Toryism is an instinct to trust custom and authority, Liberalism is an instinct to welcome development and change. All that the definition of Liberalism which was quoted means is, that the Liberal has a deep respect for freedom of opinion; and all that my grotesque definition of Toryism means is that a Tory prefers to trust a fixed tradition. But, of course, both want a settled Government, and both have to recognise that the world and its conditions change. The Tory says, 'Look before you leap'; the Liberal says, 'Leap before you look.' But it is really all a matter of infinite gradations, and what differentiates people is merely their idea of the pace at which things can go and ought to go. Why should you say that you can only respect a man who wants to go at sixty miles an hour, any more than I should say I can only respect a man who wants to remain absolutely still?"

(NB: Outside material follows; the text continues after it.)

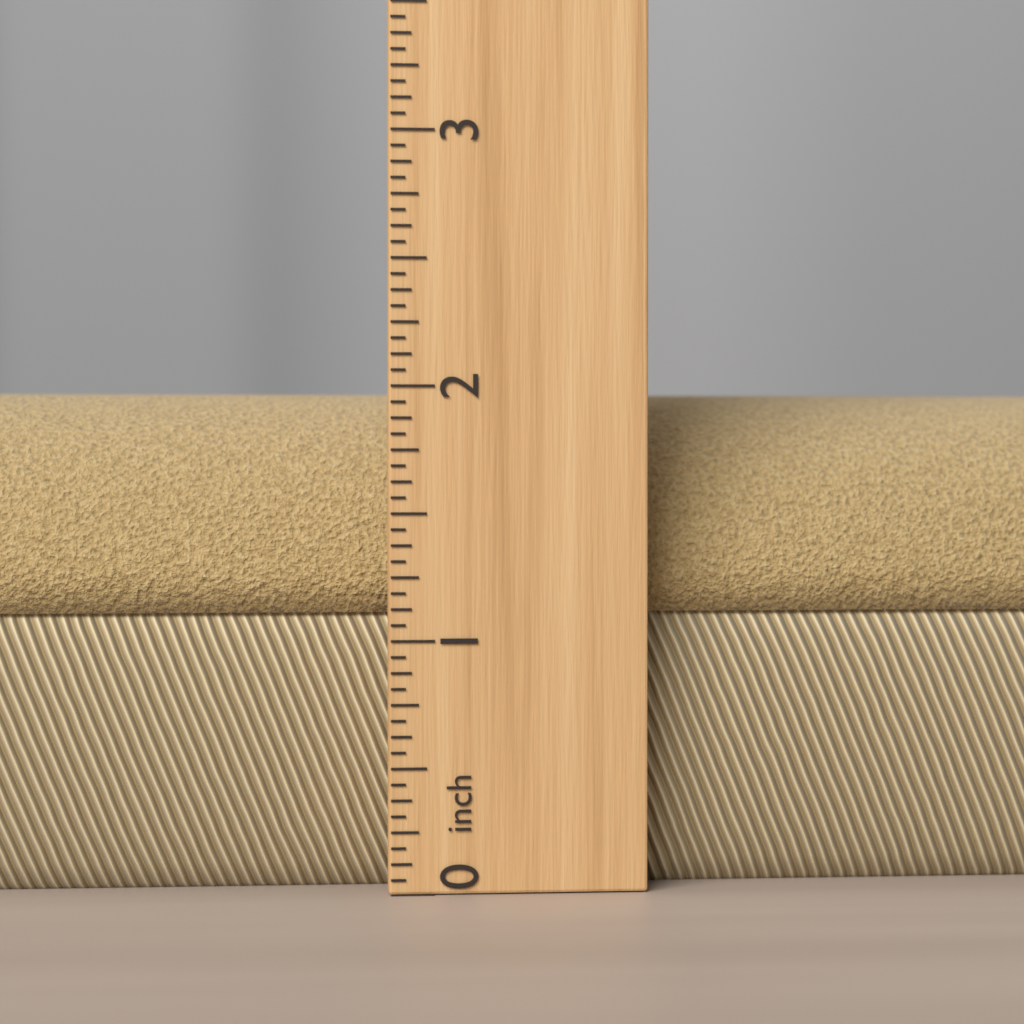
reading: 2.0000 inch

Rose had by this time recovered his temper, and said, "It was rather crude, I admit. But what I meant was that if a man feels that all opinions are of equal value, he must give full weight to all opinions. The doctrinaire Liberal seems to me to be just as much inclined to tyrannise as the doctrinaire Tory, and to use his authority on the side of suppression when it is convenient to do so, and against all his own principles."

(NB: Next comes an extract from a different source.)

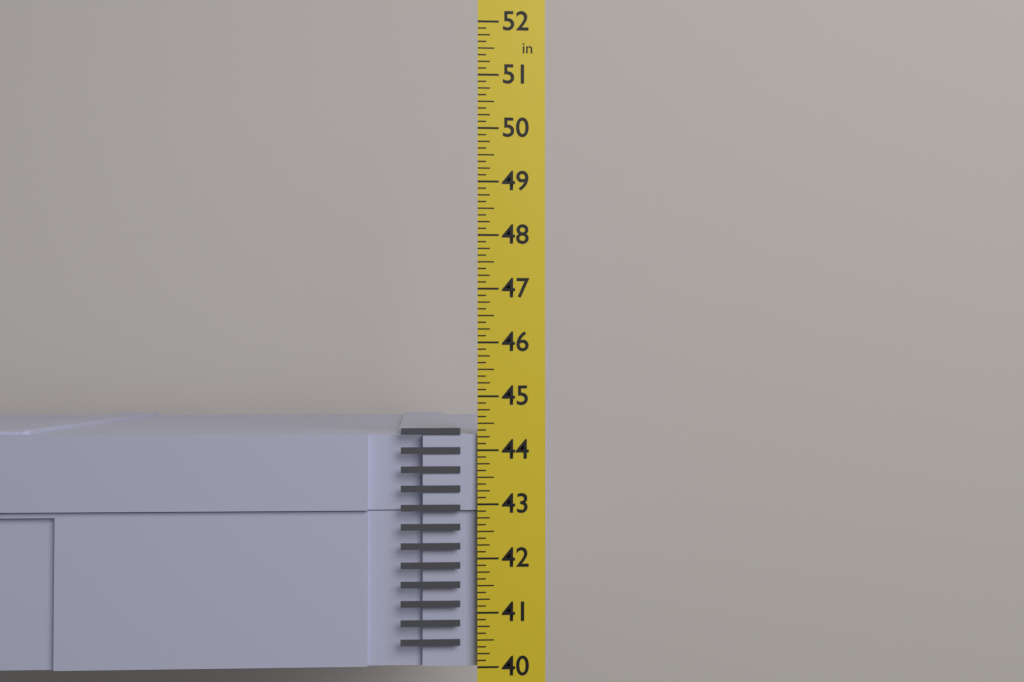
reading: 44.375 in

"I don't think that is quite fair," said Father Payne. "You must have a working system; you can't try everyone's experiments. All that the Liberal says is, 'Persuade us if you can.' Pure Liberalism would be anarchy, just as pure Toryism would be tyranny. Both are intolerable. But just as the Liberal has to compromise and say, 'This may not be the ultimate theory of the Government, but meanwhile the world has to be governed,' so the Tory has to compromise, if a large majority of the people say, 'We will not be governed by a minority for their interest; we will be governed for our own.' The parliamentary vote is just a way of avoiding civil war; you can't always resort to force, so you resort to arbitration. But why the Liberal position is on the whole the stronger is because it says frankly, 'If you Tories can persuade the nation to ask you to govern it, we will obey you.'

The weakness of the Tory position is that it has to make exactly the same concessions, while it claims to be inspired by a divine sort of knowledge as to what is just and right. I personally mistrust all intuitions which lead to tyranny. Of course, the weakness of the whole affair is that the man who believes in democracy has to a.s.sume that all have equal rights; that would be fair enough if all people were born equal in character and ability, and influence and wealth. But that isn't the case; and so the Liberal says, 'Democracy is a bad system perhaps, but it is the only system,' and it is fairer to maintain that everyone who gets into the world has as good a right as anyone else to be there, than it is to say, 'Some people have a right to manage the world and some have only a duty to obey.'

Both represent a side of the truth, but neither represents the whole truth.

At worst Liberalism is a combination of the weak against the strong, and Toryism a combination of the strong against the weak! I personally wish the weak to have a chance; but what we all really desire is to be governed by the wise and good, and my hope for the world is that the quality of it is improving. I want the weak to become sensible and self-restrained, and the strong to become unselfish and disinterested. It is generosity that I want to see increase--it is the finest of all qualities--the desire, I mean to serve others, to admire, to sympathise, to share, to rejoice, in other people's happiness. That would solve all our difficulties."

"Yes, of course," said Rose. "But I would like to go back again, and say that what I was praising was consistency."